Science & Tech
Gregory Robinson
Feb 18, 2025
This is One of the Rarest Sightings in the Universe!
ZMG - Amaze Lab / VideoElephant
The largest structure in the known universe has been discovered by astronomers and, as you might guess, it is absolutely massive.
The newfound structure has been named Quipu after the ancient, knot-based counting system used by the Inca People of South America. This system was also used for record keeping and is made up of colour-coded cords that are all attached to a larger strand. Each strand has knots tied in certain locations and Quipu (the cosmic one) has over-densities with bigger clusters along its strands.
Just like a Quipu cord, this humongous structure in the known universe is complex - it’s a group of galaxy clusters that extends around 1.3 billion light-years across and contains 200 quadrillion solar masses.
The Milky Way for example is about 100,000 light years across, making Quipu more than 13,000 times its length.
Quipu is now one of five large cosmic structures found between 424 million and 815 million light-years from Earth and all together they contain 45 percent of all galaxy clusters. Quipu is the largest of these structures in the near universe.
Scientists are still trying to map the distribution of matter in the universe at different wavelengths of light.
Future studies could look at how large-scale structures have impacted the the way the universe evolved, the researchers wrote in the study, which has been accepted for publication in the journal Astronomy & Astrophysics and can be read on the preprint server arXiv here.
The universe is expanding - but there's a problem
One thing we do know is that the universe is expanding. Observations by Edwin Hubble who provided the first observational evidence in 1929 that the more distant a galaxy is from us, the faster it appears to be stretching back into space. This suggests that the universe is expanding uniformly in all directions. This law states that the velocity at which a galaxy recedes from us is directly proportional to its distance.
Hubble proposed the ‘Hubble constant’ to describe the universe's rate of expansion and scientists discovered that the rate of the universe's expansion is increasing in the late 1990s. The current accepted explanation of this is a mysterious force called “dark energy”.
The universe's expansion can be measured by looking at the distance of objects in the nearby universe and how fast they're moving away, or by measuring fluctuations in the cosmic microwave background — the leftover heat from the Big Bang — in the early universe.
The 'Hubble tension' refers to the disagreement between these two methods of measuring how fast the universe is expanding. Measurements from the distant, early universe suggest a slower expansion rate compared to those from the nearby, more recent universe. It's no wonder scientists are puzzled by this and it's considered a big problem in physics.
However a recent study suggested an even deeper mystery than the Hubble tension may exist and a separate study found that the universe is expanding faster than our current understanding of physics can comprehend.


_Exercise description_. Reproduce every line of the data, exactly and without its pictures.

########################################

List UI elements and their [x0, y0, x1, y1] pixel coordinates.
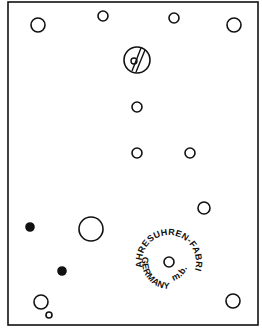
hole-bottom-left-pillar [34, 295, 48, 309]
holes-group [26, 11, 241, 318]
hole-dot-upper [26, 223, 34, 231]
stamp-country-text: GERMANY [140, 257, 171, 292]
hole-top-right-pillar [227, 18, 241, 32]
hole-upper-center-1 [132, 102, 142, 112]
hole-bottom-left-small [46, 312, 52, 318]
hole-middle-center [132, 148, 142, 158]
hole-stamp-center [164, 257, 174, 267]
hole-large-arbor [79, 217, 103, 241]
backplate-diagram: JAHRESUHREN-FABRIK GERMANY G.m.b.H. [0, 0, 262, 331]
hole-right-lower [198, 202, 210, 214]
backplate-outline [8, 2, 258, 325]
hole-dot-lower [58, 267, 66, 275]
hole-bottom-right-pillar [226, 294, 240, 308]
hole-middle-right [185, 148, 195, 158]
slotted-hole [124, 47, 150, 73]
hole-top-small-right [169, 13, 179, 23]
hole-top-small-left [98, 11, 108, 21]
hole-top-left-pillar [31, 18, 45, 32]
maker-stamp: JAHRESUHREN-FABRIK GERMANY G.m.b.H. [0, 0, 204, 291]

########################################

_Exercise output_.
List UI elements and their [x0, y0, x1, y1] pixel coordinates.
hole-bottom-left-pillar [34, 295, 48, 309]
holes-group [26, 11, 241, 318]
hole-dot-upper [26, 223, 34, 231]
stamp-country-text: GERMANY [140, 257, 171, 292]
hole-top-right-pillar [227, 18, 241, 32]
hole-upper-center-1 [132, 102, 142, 112]
hole-bottom-left-small [46, 312, 52, 318]
hole-middle-center [132, 148, 142, 158]
hole-stamp-center [164, 257, 174, 267]
hole-large-arbor [79, 217, 103, 241]
backplate-diagram: JAHRESUHREN-FABRIK GERMANY G.m.b.H. [0, 0, 262, 331]
hole-right-lower [198, 202, 210, 214]
backplate-outline [8, 2, 258, 325]
hole-dot-lower [58, 267, 66, 275]
hole-bottom-right-pillar [226, 294, 240, 308]
hole-middle-right [185, 148, 195, 158]
slotted-hole [124, 47, 150, 73]
hole-top-small-right [169, 13, 179, 23]
hole-top-small-left [98, 11, 108, 21]
hole-top-left-pillar [31, 18, 45, 32]
maker-stamp: JAHRESUHREN-FABRIK GERMANY G.m.b.H. [0, 0, 204, 291]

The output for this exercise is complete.